Phillips and Dunning in excusing the use of violence to insure

continued White dominance. While the views of Phillips and

Dunning were totally discredited by professional historians by the

middle of the century, the state history textbooks remained in use

well into the 1970s, including in the Black schools of the

segregation era. There have been efforts anew to rehabilitate their

writings. Generations of historians trained by the two scholars over

their long careers have continued with the teachings of their

mentors.

Racial anxiety among Whites, especially those with less education

and in lower socioeconomic circumstances, fuels much of the White

supremacy. Like many authoritarian critics of history, they wish to

return to an imagined golden era of a White Christian nation.

Republican leaders across the nation are attempting to prevent the

teaching of the history of subjects they find unpalatable, especially

slavery, the segregation era, and the civil rights movement;

however, they are uninterested in developing a narrative based on

readily available primary sources. Such topics, they claim, portray

them and their children as racist and make them feel

uncomfortable.

White racial anxiety in America and Hindu perturbations about

demographics in India are informed by the “great replacement

theory.” Many whites believe that their political enemies are

deliberately attempting to replace them with African Americans

and non-white immigrants; for their part, many Hindus have

internalized the message that if the Hindus don’t produce more

Children India will turn into a Muslim State.
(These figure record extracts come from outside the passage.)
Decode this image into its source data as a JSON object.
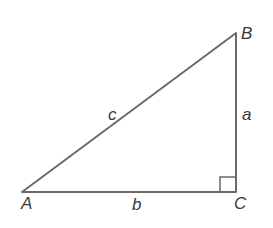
{
  "diagram": {
    "type": "right-triangle",
    "colors": {
      "stroke": "#6a6a6a",
      "text": "#3a3a3a",
      "background": "#ffffff"
    },
    "vertices": [
      {
        "id": "A",
        "label": "A",
        "x": 22,
        "y": 192
      },
      {
        "id": "B",
        "label": "B",
        "x": 236,
        "y": 33
      },
      {
        "id": "C",
        "label": "C",
        "x": 236,
        "y": 192
      }
    ],
    "sides": [
      {
        "id": "a",
        "label": "a",
        "from": "B",
        "to": "C"
      },
      {
        "id": "b",
        "label": "b",
        "from": "A",
        "to": "C"
      },
      {
        "id": "c",
        "label": "c",
        "from": "A",
        "to": "B"
      }
    ],
    "right_angle_at": "C"
  }
}
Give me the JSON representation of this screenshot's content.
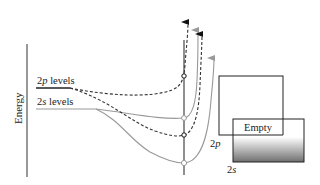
{
  "diagram": {
    "axis_label": "Energy",
    "levels": [
      {
        "id": "2p",
        "label_main": "2",
        "label_italic": "p",
        "label_rest": " levels"
      },
      {
        "id": "2s",
        "label_main": "2",
        "label_italic": "s",
        "label_rest": " levels"
      }
    ],
    "bands": [
      {
        "id": "2p-band",
        "label_main": "2",
        "label_italic": "p"
      },
      {
        "id": "2s-band",
        "label_main": "2",
        "label_italic": "s"
      }
    ],
    "empty_label": "Empty",
    "colors": {
      "solid_line": "#999999",
      "dashed_line": "#333333",
      "dark_line": "#222222",
      "gradient_top": "#ffffff",
      "gradient_bottom": "#777777"
    }
  }
}
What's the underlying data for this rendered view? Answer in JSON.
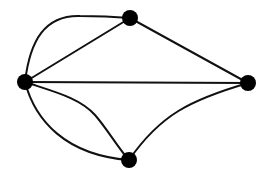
{
  "diagram": {
    "type": "multigraph",
    "background": "#ffffff",
    "edge_color": "#111111",
    "node_color": "#000000",
    "node_radius": 8,
    "nodes": [
      {
        "id": "left",
        "x": 25,
        "y": 82
      },
      {
        "id": "top",
        "x": 130,
        "y": 18
      },
      {
        "id": "right",
        "x": 248,
        "y": 83
      },
      {
        "id": "bottom",
        "x": 129,
        "y": 160
      }
    ],
    "edges": [
      {
        "id": "left-top-arc",
        "from": "left",
        "to": "top",
        "shape": "curve",
        "path": "M25,82 C30,40 45,15 80,16 C105,16 118,17 130,18"
      },
      {
        "id": "left-top-line",
        "from": "left",
        "to": "top",
        "shape": "line",
        "path": "M25,82 L130,18"
      },
      {
        "id": "top-right-line",
        "from": "top",
        "to": "right",
        "shape": "line",
        "path": "M130,18 L248,83"
      },
      {
        "id": "left-right-line",
        "from": "left",
        "to": "right",
        "shape": "line",
        "path": "M25,82 L248,83"
      },
      {
        "id": "left-bottom-upper",
        "from": "left",
        "to": "bottom",
        "shape": "curve",
        "path": "M25,82 C55,92 80,98 95,115 C108,130 118,148 129,160"
      },
      {
        "id": "left-bottom-lower",
        "from": "left",
        "to": "bottom",
        "shape": "curve",
        "path": "M25,82 C35,120 65,155 129,160"
      },
      {
        "id": "bottom-right-curve",
        "from": "bottom",
        "to": "right",
        "shape": "curve",
        "path": "M129,160 C160,115 190,100 248,83"
      }
    ]
  }
}
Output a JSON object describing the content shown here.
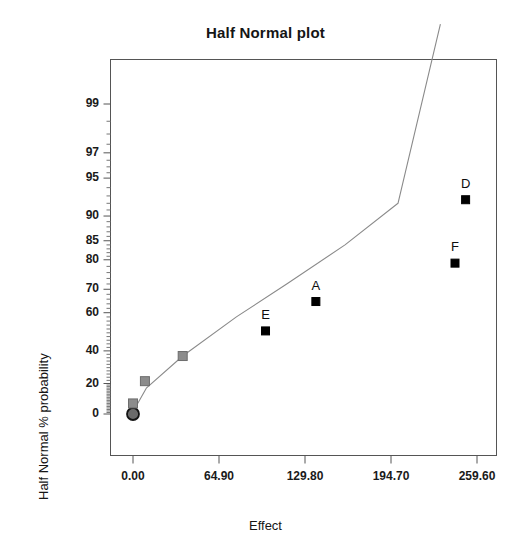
{
  "chart_data": {
    "type": "scatter",
    "title": "Half Normal plot",
    "xlabel": "Effect",
    "ylabel": "Half Normal % probability",
    "grid": false,
    "legend": "none",
    "xlim": [
      -20.0,
      285.0
    ],
    "ylim": [
      0,
      99.9
    ],
    "x_ticks": [
      {
        "label": "0.00",
        "value": 0.0
      },
      {
        "label": "64.90",
        "value": 64.9
      },
      {
        "label": "129.80",
        "value": 129.8
      },
      {
        "label": "194.70",
        "value": 194.7
      },
      {
        "label": "259.60",
        "value": 259.6
      }
    ],
    "y_ticks": [
      {
        "label": "0",
        "value": 0
      },
      {
        "label": "20",
        "value": 20
      },
      {
        "label": "40",
        "value": 40
      },
      {
        "label": "60",
        "value": 60
      },
      {
        "label": "70",
        "value": 70
      },
      {
        "label": "80",
        "value": 80
      },
      {
        "label": "85",
        "value": 85
      },
      {
        "label": "90",
        "value": 90
      },
      {
        "label": "95",
        "value": 95
      },
      {
        "label": "97",
        "value": 97
      },
      {
        "label": "99",
        "value": 99
      }
    ],
    "y_scale": "half-normal probability",
    "points": [
      {
        "label": "",
        "x": 0.0,
        "y": 0.0,
        "marker": "circle",
        "color": "#4d4d4d",
        "significant": false
      },
      {
        "label": "",
        "x": 0.0,
        "y": 7.0,
        "marker": "square",
        "color": "#8c8c8c",
        "significant": false
      },
      {
        "label": "",
        "x": 9.0,
        "y": 21.5,
        "marker": "square",
        "color": "#8c8c8c",
        "significant": false
      },
      {
        "label": "",
        "x": 37.5,
        "y": 37.0,
        "marker": "square",
        "color": "#8c8c8c",
        "significant": false
      },
      {
        "label": "E",
        "x": 100.0,
        "y": 51.0,
        "marker": "square",
        "color": "#000000",
        "significant": true
      },
      {
        "label": "A",
        "x": 138.0,
        "y": 65.0,
        "marker": "square",
        "color": "#000000",
        "significant": true
      },
      {
        "label": "F",
        "x": 243.0,
        "y": 79.0,
        "marker": "square",
        "color": "#000000",
        "significant": true
      },
      {
        "label": "D",
        "x": 251.0,
        "y": 92.5,
        "marker": "square",
        "color": "#000000",
        "significant": true
      }
    ],
    "reference_line": {
      "style": "solid",
      "color": "#8a8a8a",
      "description": "fitted half-normal reference line through the non-significant effects",
      "points": [
        {
          "x": 0.0,
          "y": 1.5
        },
        {
          "x": 10.0,
          "y": 17.0
        },
        {
          "x": 37.5,
          "y": 37.0
        },
        {
          "x": 78.0,
          "y": 58.0
        },
        {
          "x": 116.0,
          "y": 72.0
        },
        {
          "x": 160.0,
          "y": 84.0
        },
        {
          "x": 200.0,
          "y": 92.0
        },
        {
          "x": 232.0,
          "y": 99.9
        }
      ]
    }
  },
  "colors": {
    "axis": "#555555",
    "text": "#151515",
    "line": "#8a8a8a",
    "marker_significant": "#000000",
    "marker_other": "#8c8c8c",
    "background": "#ffffff"
  }
}
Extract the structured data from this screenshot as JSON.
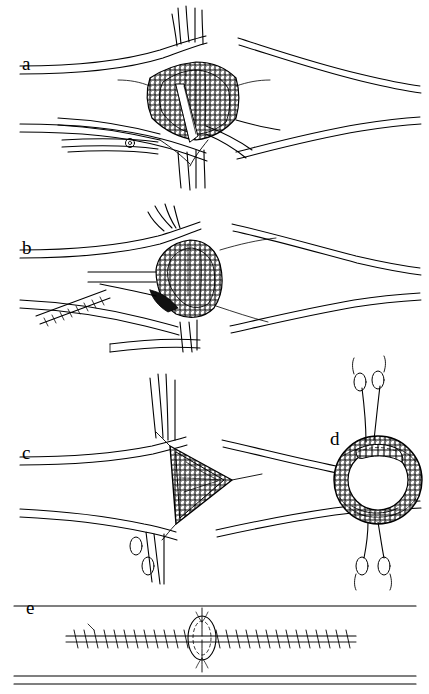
{
  "figure": {
    "background_color": "#ffffff",
    "ink_color": "#000000",
    "shading_color": "#d9d9d9",
    "width": 429,
    "height": 694
  },
  "panels": [
    {
      "id": "a",
      "label": "a",
      "description": "Longitudinal incision in vessel held open by stay sutures, retractors at top and bottom"
    },
    {
      "id": "b",
      "label": "b",
      "description": "Oval defect opened with clamp and hatched instrument approaching from the left"
    },
    {
      "id": "c",
      "label": "c",
      "description": "Triangular patch secured with sutures at vertices"
    },
    {
      "id": "d",
      "label": "d",
      "description": "Cross-sectional ring view of the anastomosis with sutures top and bottom"
    },
    {
      "id": "e",
      "label": "e",
      "description": "Completed running suture line along the vessel with oval closure marked"
    }
  ]
}
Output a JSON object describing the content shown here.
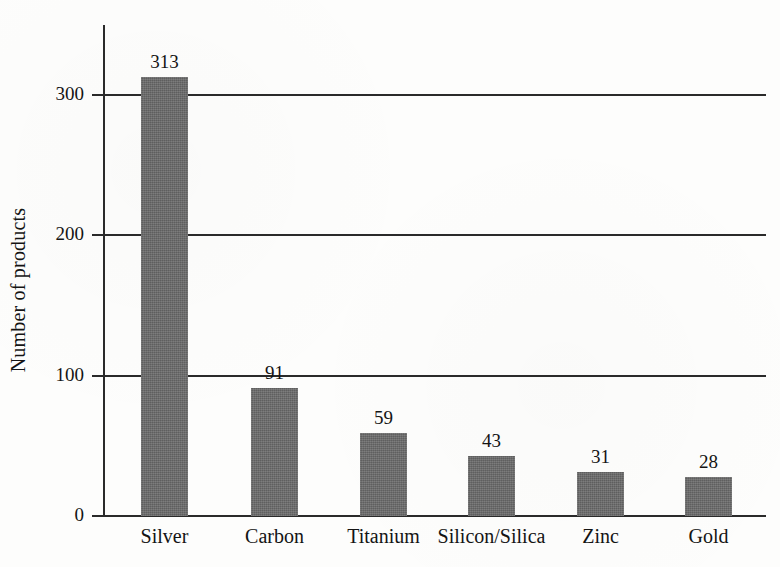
{
  "chart_data": {
    "type": "bar",
    "title": "",
    "subtitle": "",
    "xlabel": "",
    "ylabel": "Number of products",
    "categories": [
      "Silver",
      "Carbon",
      "Titanium",
      "Silicon/Silica",
      "Zinc",
      "Gold"
    ],
    "values": [
      313,
      91,
      59,
      43,
      31,
      28
    ],
    "value_labels": [
      "313",
      "91",
      "59",
      "43",
      "31",
      "28"
    ],
    "ylim": [
      0,
      340
    ],
    "yticks": [
      0,
      100,
      200,
      300
    ],
    "ytick_labels": [
      "0",
      "100",
      "200",
      "300"
    ],
    "grid": "horizontal",
    "legend": "none",
    "bar_color": "#6a6a6a",
    "axis_color": "#2a2a2a",
    "background_color": "#fdfdfc",
    "text_color": "#141414"
  },
  "axis": {
    "y_title": "Number of products",
    "ticks": [
      {
        "label": "300",
        "value": 300
      },
      {
        "label": "200",
        "value": 200
      },
      {
        "label": "100",
        "value": 100
      },
      {
        "label": "0",
        "value": 0
      }
    ]
  },
  "bars": [
    {
      "category": "Silver",
      "value": 313,
      "label": "313"
    },
    {
      "category": "Carbon",
      "value": 91,
      "label": "91"
    },
    {
      "category": "Titanium",
      "value": 59,
      "label": "59"
    },
    {
      "category": "Silicon/Silica",
      "value": 43,
      "label": "43"
    },
    {
      "category": "Zinc",
      "value": 31,
      "label": "31"
    },
    {
      "category": "Gold",
      "value": 28,
      "label": "28"
    }
  ]
}
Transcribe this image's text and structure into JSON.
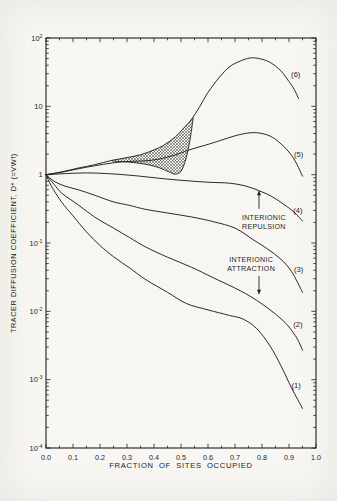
{
  "figure": {
    "paper_color": "#f7f6f2",
    "ink_color": "#1f1f1f"
  },
  "chart_data": {
    "type": "line",
    "title": "",
    "xlabel": "FRACTION OF SITES OCCUPIED",
    "ylabel": "TRACER DIFFUSION COEFFICIENT, D* (=VWf)",
    "grid": false,
    "x_axis": {
      "min": 0.0,
      "max": 1.0,
      "tick_labels": [
        "0.0",
        "0.1",
        "0.2",
        "0.3",
        "0.4",
        "0.5",
        "0.6",
        "0.7",
        "0.8",
        "0.9",
        "1.0"
      ],
      "minor_step": 0.05
    },
    "y_axis": {
      "scale": "log",
      "min": 0.0001,
      "max": 100,
      "ticks": [
        {
          "exp": 2,
          "base": "10",
          "sup": "2"
        },
        {
          "exp": 1,
          "base": "10",
          "sup": ""
        },
        {
          "exp": 0,
          "base": "1",
          "sup": ""
        },
        {
          "exp": -1,
          "base": "10",
          "sup": "-1"
        },
        {
          "exp": -2,
          "base": "10",
          "sup": "-2"
        },
        {
          "exp": -3,
          "base": "10",
          "sup": "-3"
        },
        {
          "exp": -4,
          "base": "10",
          "sup": "-4"
        }
      ]
    },
    "series": [
      {
        "name": "curve-1",
        "label": "(1)",
        "label_at": {
          "x": 0.926,
          "v": 0.00083
        },
        "points": [
          [
            0,
            1
          ],
          [
            0.02,
            0.68
          ],
          [
            0.05,
            0.44
          ],
          [
            0.074,
            0.33
          ],
          [
            0.1,
            0.25
          ],
          [
            0.15,
            0.145
          ],
          [
            0.2,
            0.092
          ],
          [
            0.25,
            0.063
          ],
          [
            0.31,
            0.043
          ],
          [
            0.37,
            0.029
          ],
          [
            0.45,
            0.019
          ],
          [
            0.52,
            0.013
          ],
          [
            0.6,
            0.0105
          ],
          [
            0.68,
            0.0087
          ],
          [
            0.73,
            0.0077
          ],
          [
            0.78,
            0.0056
          ],
          [
            0.83,
            0.0031
          ],
          [
            0.87,
            0.0016
          ],
          [
            0.91,
            0.00075
          ],
          [
            0.95,
            0.00038
          ]
        ]
      },
      {
        "name": "curve-2",
        "label": "(2)",
        "label_at": {
          "x": 0.933,
          "v": 0.0065
        },
        "points": [
          [
            0,
            1
          ],
          [
            0.03,
            0.72
          ],
          [
            0.06,
            0.53
          ],
          [
            0.12,
            0.36
          ],
          [
            0.18,
            0.24
          ],
          [
            0.25,
            0.165
          ],
          [
            0.31,
            0.12
          ],
          [
            0.37,
            0.087
          ],
          [
            0.45,
            0.062
          ],
          [
            0.54,
            0.044
          ],
          [
            0.62,
            0.031
          ],
          [
            0.72,
            0.02
          ],
          [
            0.78,
            0.0145
          ],
          [
            0.83,
            0.0105
          ],
          [
            0.87,
            0.0078
          ],
          [
            0.9,
            0.0059
          ],
          [
            0.93,
            0.004
          ],
          [
            0.95,
            0.0027
          ]
        ]
      },
      {
        "name": "curve-3",
        "label": "(3)",
        "label_at": {
          "x": 0.936,
          "v": 0.041
        },
        "points": [
          [
            0,
            1
          ],
          [
            0.03,
            0.8
          ],
          [
            0.07,
            0.68
          ],
          [
            0.12,
            0.6
          ],
          [
            0.18,
            0.5
          ],
          [
            0.25,
            0.4
          ],
          [
            0.31,
            0.355
          ],
          [
            0.37,
            0.31
          ],
          [
            0.45,
            0.275
          ],
          [
            0.54,
            0.24
          ],
          [
            0.62,
            0.205
          ],
          [
            0.7,
            0.165
          ],
          [
            0.77,
            0.11
          ],
          [
            0.82,
            0.082
          ],
          [
            0.87,
            0.058
          ],
          [
            0.91,
            0.038
          ],
          [
            0.95,
            0.019
          ]
        ]
      },
      {
        "name": "curve-4",
        "label": "(4)",
        "label_at": {
          "x": 0.933,
          "v": 0.3
        },
        "points": [
          [
            0,
            1
          ],
          [
            0.08,
            1.04
          ],
          [
            0.15,
            1.06
          ],
          [
            0.22,
            1.04
          ],
          [
            0.3,
            0.99
          ],
          [
            0.37,
            0.93
          ],
          [
            0.45,
            0.86
          ],
          [
            0.53,
            0.81
          ],
          [
            0.6,
            0.775
          ],
          [
            0.68,
            0.75
          ],
          [
            0.74,
            0.68
          ],
          [
            0.8,
            0.56
          ],
          [
            0.84,
            0.47
          ],
          [
            0.88,
            0.37
          ],
          [
            0.92,
            0.28
          ],
          [
            0.95,
            0.21
          ]
        ]
      },
      {
        "name": "curve-5",
        "label": "(5)",
        "label_at": {
          "x": 0.936,
          "v": 1.95
        },
        "points": [
          [
            0,
            1
          ],
          [
            0.06,
            1.09
          ],
          [
            0.12,
            1.22
          ],
          [
            0.18,
            1.35
          ],
          [
            0.245,
            1.48
          ],
          [
            0.3,
            1.56
          ],
          [
            0.39,
            1.62
          ],
          [
            0.47,
            1.9
          ],
          [
            0.53,
            2.3
          ],
          [
            0.59,
            2.7
          ],
          [
            0.65,
            3.2
          ],
          [
            0.7,
            3.7
          ],
          [
            0.755,
            4.1
          ],
          [
            0.8,
            4.0
          ],
          [
            0.84,
            3.5
          ],
          [
            0.88,
            2.6
          ],
          [
            0.91,
            1.9
          ],
          [
            0.93,
            1.4
          ],
          [
            0.95,
            0.95
          ]
        ]
      },
      {
        "name": "curve-6",
        "label": "(6)",
        "label_at": {
          "x": 0.925,
          "v": 29
        },
        "points": [
          [
            0,
            1
          ],
          [
            0.06,
            1.1
          ],
          [
            0.12,
            1.25
          ],
          [
            0.18,
            1.4
          ],
          [
            0.245,
            1.62
          ],
          [
            0.3,
            1.78
          ],
          [
            0.35,
            1.95
          ],
          [
            0.4,
            2.3
          ],
          [
            0.44,
            2.75
          ],
          [
            0.48,
            3.6
          ],
          [
            0.51,
            4.8
          ],
          [
            0.537,
            6.3
          ],
          [
            0.57,
            10
          ],
          [
            0.6,
            16
          ],
          [
            0.64,
            26
          ],
          [
            0.68,
            38
          ],
          [
            0.72,
            46
          ],
          [
            0.755,
            51
          ],
          [
            0.79,
            50
          ],
          [
            0.83,
            44
          ],
          [
            0.87,
            33
          ],
          [
            0.9,
            23
          ],
          [
            0.92,
            17.5
          ],
          [
            0.935,
            13
          ]
        ]
      }
    ],
    "transition_branch": {
      "comment": "lower boundary of hatched order-disorder transition region",
      "points": [
        [
          0.245,
          1.58
        ],
        [
          0.31,
          1.52
        ],
        [
          0.37,
          1.42
        ],
        [
          0.42,
          1.26
        ],
        [
          0.455,
          1.1
        ],
        [
          0.478,
          1.02
        ],
        [
          0.5,
          1.12
        ],
        [
          0.515,
          1.55
        ],
        [
          0.527,
          2.4
        ],
        [
          0.537,
          4.0
        ],
        [
          0.545,
          6.8
        ]
      ]
    },
    "hatch_region": {
      "points": [
        [
          0.245,
          1.62
        ],
        [
          0.3,
          1.78
        ],
        [
          0.35,
          1.95
        ],
        [
          0.4,
          2.3
        ],
        [
          0.44,
          2.75
        ],
        [
          0.48,
          3.6
        ],
        [
          0.51,
          4.8
        ],
        [
          0.537,
          6.3
        ],
        [
          0.545,
          6.8
        ],
        [
          0.537,
          4.0
        ],
        [
          0.527,
          2.4
        ],
        [
          0.515,
          1.55
        ],
        [
          0.5,
          1.12
        ],
        [
          0.478,
          1.02
        ],
        [
          0.455,
          1.1
        ],
        [
          0.42,
          1.26
        ],
        [
          0.37,
          1.42
        ],
        [
          0.31,
          1.52
        ],
        [
          0.245,
          1.58
        ]
      ]
    },
    "annotations": [
      {
        "id": "interionic-repulsion",
        "lines": [
          "INTERIONIC",
          "REPULSION"
        ],
        "text_at": {
          "x": 0.807,
          "v": 0.206
        },
        "arrow": {
          "dir": "up",
          "x": 0.789,
          "from_v": 0.316,
          "to_v": 0.577
        }
      },
      {
        "id": "interionic-attraction",
        "lines": [
          "INTERIONIC",
          "ATTRACTION"
        ],
        "text_at": {
          "x": 0.76,
          "v": 0.05
        },
        "arrow": {
          "dir": "down",
          "x": 0.789,
          "from_v": 0.033,
          "to_v": 0.018
        }
      }
    ]
  }
}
In 2022, a study led

by Stephanie Kramer, a scholar who studies demographics of

world religions at the Pew Research Center, concluded that “as

many people convert to Hinduism as the number that leave the

faith.”

This imagined dread guides the current White supremacist and

Hindutva narratives in the two leading democracies; and this

substitution of political beliefs for facts presents American and

Indian democracies with what may prove to be their gravest

challenges. “Without debate, without criticism no administration

and no country can succeed,” John F. Kennedy shrewdly noted,

“and no republic can survive.”

This article is authored by Ravi Kalia, professor of history, City College of New York and Melton McLaurin, emeritus professor of history and former associate provost, University of North Carolina, Wilmington.